Langley's Richard can do little wrong. He was a man whose humanity was constrained by "the limitations of his time" and was innocent of the deaths of Edward IV's sons, largely because his involvement in them would have been "out of character". Indeed, Richard was a man who, she concludes, quoting Winston Churchill, "never failed to display courage". (Churchill was convinced of Richard's guilt, noting that it would take "many ingenious books to raise this issue to the dignity of a historical controversy".) Jones, on the other hand, accepts the view of most historians that, on the balance of probabilities, Richard was responsible for killing the princes. Jones's cogent and nuanced narrative provides the historical ballast to Langley's search, seeing Richard as a man whose hand was forced.

Richard, Jones asserts, was "always intelligent" and clear-headed. He displayed exceptional justice and piety, while his fatal charge at Bosworth, informed by his strict adherence to the chivalric code, was a "heroic way to fight". Henry Tudor emerges as something of a stage villain. His evasion of extradition while in exile – "undignified" and "darkly comic" – is contrasted with Richard's bravery during the civil wars; at Bosworth, Henry lurks out of harm's way at the rear of the battlefield, later "cowering on the ground" behind a phalanx of French mercenaries in the face of Richard's glorious cavalry charge. One might be forgiven for asking where it all went so right for Richard, and whether, a la Blackadder, he actually won the battle of Bosworth only to be murdered by mistake.

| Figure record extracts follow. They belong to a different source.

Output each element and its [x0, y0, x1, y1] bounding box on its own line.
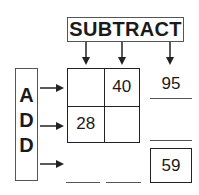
column-total-1-underline [66, 182, 100, 183]
grid-cell-r1c1[interactable] [68, 69, 104, 106]
grand-total-box: 59 [150, 148, 192, 183]
number-grid: 40 28 [67, 68, 140, 143]
row-total-2-underline [150, 140, 192, 141]
add-letter-d2: D [19, 133, 33, 158]
column-total-2-underline [106, 182, 141, 183]
column-total-1[interactable] [66, 162, 100, 182]
row-total-2[interactable] [150, 118, 192, 138]
subtract-label-box: SUBTRACT [67, 17, 184, 42]
row-total-1-underline [150, 98, 192, 99]
add-letter-a: A [19, 83, 33, 108]
grid-cell-r2c1[interactable]: 28 [68, 106, 104, 143]
grid-cell-r1c2[interactable]: 40 [104, 69, 140, 106]
grid-cell-r2c2[interactable] [104, 106, 140, 143]
add-label-box: A D D [15, 68, 38, 181]
column-total-2[interactable] [106, 162, 141, 182]
add-letter-d1: D [19, 108, 33, 133]
grand-total[interactable]: 59 [162, 156, 181, 176]
row-total-1[interactable]: 95 [150, 74, 192, 94]
subtract-label: SUBTRACT [69, 18, 181, 41]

Yet of course, Bosworth was a military catastrophe for him. In the end, he was the only failed English usurper of the middle ages, and The King's Grave doesn't quite explain why this was the case. Among other issues, it fails to explain how his deposition of the young Edward V was morally and logically suspect, how his emphasis on justice was contradicted by his own actions and those of his supporters, and how his claim to act for the good of the whole country was undermined by his association with a political clique. Furthermore, it glosses over the issues of why, despite claiming to represent stability, he failed to deliver it, and why he could be usurped by Henry Tudor, a man with a very weak claim to the throne who, before his invasion, had only set foot in England once, for two weeks, when he was 13 years old.

Thomas Penn's The Winter King is published by Penguin.